William L. Maltby wrote:
Thank you both Bill and Alex.
NP.
We're happy to try to help. I have a friend with your model of laptop, I'll see if I can sucker him into letting me futz around with it for a day or two. I'll report back!
I'm thinking now, we have garnered enough new information that an assault on google might yield results. I suggest you give it a try.
I decided to investigate proc. I don't know if that might be fruitful, ... BRB
Well, all directories or empty files all the way down the tree. No joy in mudville.
Not entirely sure what one would glean from /proc other than that the card is present and drivers are loaded for it. There's lengthy output for my sound device. I won't paste all of it, but everything is located in /proc/asound. My device is also listed under /proc/devices as one would expect.
I don't muck in /proc very often other than for testing network setups and obtaining cpu and memory information, so the output for my soundcard means next to nothing to me other than I know the correct driver is loaded.
[prata@crane asound]$ ls card0 cards devices modules oss pcm seq timers V8237 version
[prata@crane asound]$ pwd && cat modules && cat cards /proc/asound 0 snd_via82xx 0 [V8237 ]: VIA8237 - VIA 8237 VIA 8237 with ALC850 at 0xe800, irq 209
Given that your machine is reporting the device as present (despite not getting any sound) I am under the impression anything you get out of proc would be correct as well. Just to through more confusion on the issue. ^_^
Last idea, if no one else from here chimes in. Do a google (again) and try the alsa or other Linux lists.
I don't know why I never googled around on the Alsa lists. That was stupid of me. Opensuse has some forums with this problem as well. I didn't see a fix, but I didn't spend too much time looking there. If there is a fix, maybe they have an srpm that could be massaged into working in CentOS?
If you do find a solution elsewhere I'd really appreciate a link or something just for my own knowledge down the road.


About this exercise: Please transcribe the entries that follow exactly as they stand, skipping each picture.

(Figure dataset records)
________

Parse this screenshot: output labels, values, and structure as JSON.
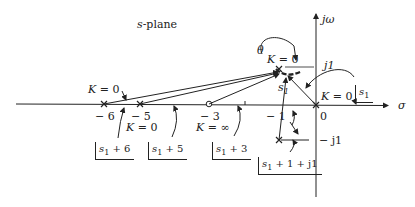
{
  "diagram": {
    "title": "s-plane",
    "axes": {
      "real_label": "σ",
      "imag_label": "jω",
      "j1_label": "j1",
      "neg_j1_label": "− j1"
    },
    "tick_labels": {
      "neg6": "− 6",
      "neg5": "− 5",
      "neg3": "− 3",
      "neg1": "− 1",
      "zero": "0"
    },
    "gain_labels": {
      "k0_pole_neg6": "K = 0",
      "k0_pole_neg5": "K = 0",
      "kinf_zero_neg3": "K = ∞",
      "k0_upper": "K = 0",
      "k0_origin": "K = 0"
    },
    "point_labels": {
      "s1": "s",
      "s1_sub": "1",
      "theta": "θ"
    },
    "angle_labels": {
      "s1": {
        "main": "s",
        "sub": "1",
        "rest": ""
      },
      "s1_plus_6": {
        "main": "s",
        "sub": "1",
        "rest": " + 6"
      },
      "s1_plus_5": {
        "main": "s",
        "sub": "1",
        "rest": " + 5"
      },
      "s1_plus_3": {
        "main": "s",
        "sub": "1",
        "rest": " + 3"
      },
      "s1_plus_1_plus_j1": {
        "main": "s",
        "sub": "1",
        "rest": " + 1 + j1"
      }
    },
    "poles": [
      {
        "label": "-6",
        "x": 104,
        "y": 104
      },
      {
        "label": "-5",
        "x": 140,
        "y": 104
      },
      {
        "label": "0",
        "x": 316,
        "y": 105
      },
      {
        "label": "-1+j1",
        "x": 279,
        "y": 69
      },
      {
        "label": "-1-j1",
        "x": 279,
        "y": 140
      }
    ],
    "zeros": [
      {
        "label": "-3",
        "x": 209,
        "y": 104
      }
    ],
    "colors": {
      "ink": "#222222",
      "background": "#ffffff"
    }
  }
}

________

The answer:
Parse this screenshot: output labels, values, and structure as JSON.
{
  "diagram": {
    "title": "s-plane",
    "axes": {
      "real_label": "σ",
      "imag_label": "jω",
      "j1_label": "j1",
      "neg_j1_label": "− j1"
    },
    "tick_labels": {
      "neg6": "− 6",
      "neg5": "− 5",
      "neg3": "− 3",
      "neg1": "− 1",
      "zero": "0"
    },
    "gain_labels": {
      "k0_pole_neg6": "K = 0",
      "k0_pole_neg5": "K = 0",
      "kinf_zero_neg3": "K = ∞",
      "k0_upper": "K = 0",
      "k0_origin": "K = 0"
    },
    "point_labels": {
      "s1": "s",
      "s1_sub": "1",
      "theta": "θ"
    },
    "angle_labels": {
      "s1": {
        "main": "s",
        "sub": "1",
        "rest": ""
      },
      "s1_plus_6": {
        "main": "s",
        "sub": "1",
        "rest": " + 6"
      },
      "s1_plus_5": {
        "main": "s",
        "sub": "1",
        "rest": " + 5"
      },
      "s1_plus_3": {
        "main": "s",
        "sub": "1",
        "rest": " + 3"
      },
      "s1_plus_1_plus_j1": {
        "main": "s",
        "sub": "1",
        "rest": " + 1 + j1"
      }
    },
    "poles": [
      {
        "label": "-6",
        "x": 104,
        "y": 104
      },
      {
        "label": "-5",
        "x": 140,
        "y": 104
      },
      {
        "label": "0",
        "x": 316,
        "y": 105
      },
      {
        "label": "-1+j1",
        "x": 279,
        "y": 69
      },
      {
        "label": "-1-j1",
        "x": 279,
        "y": 140
      }
    ],
    "zeros": [
      {
        "label": "-3",
        "x": 209,
        "y": 104
      }
    ],
    "colors": {
      "ink": "#222222",
      "background": "#ffffff"
    }
  }
}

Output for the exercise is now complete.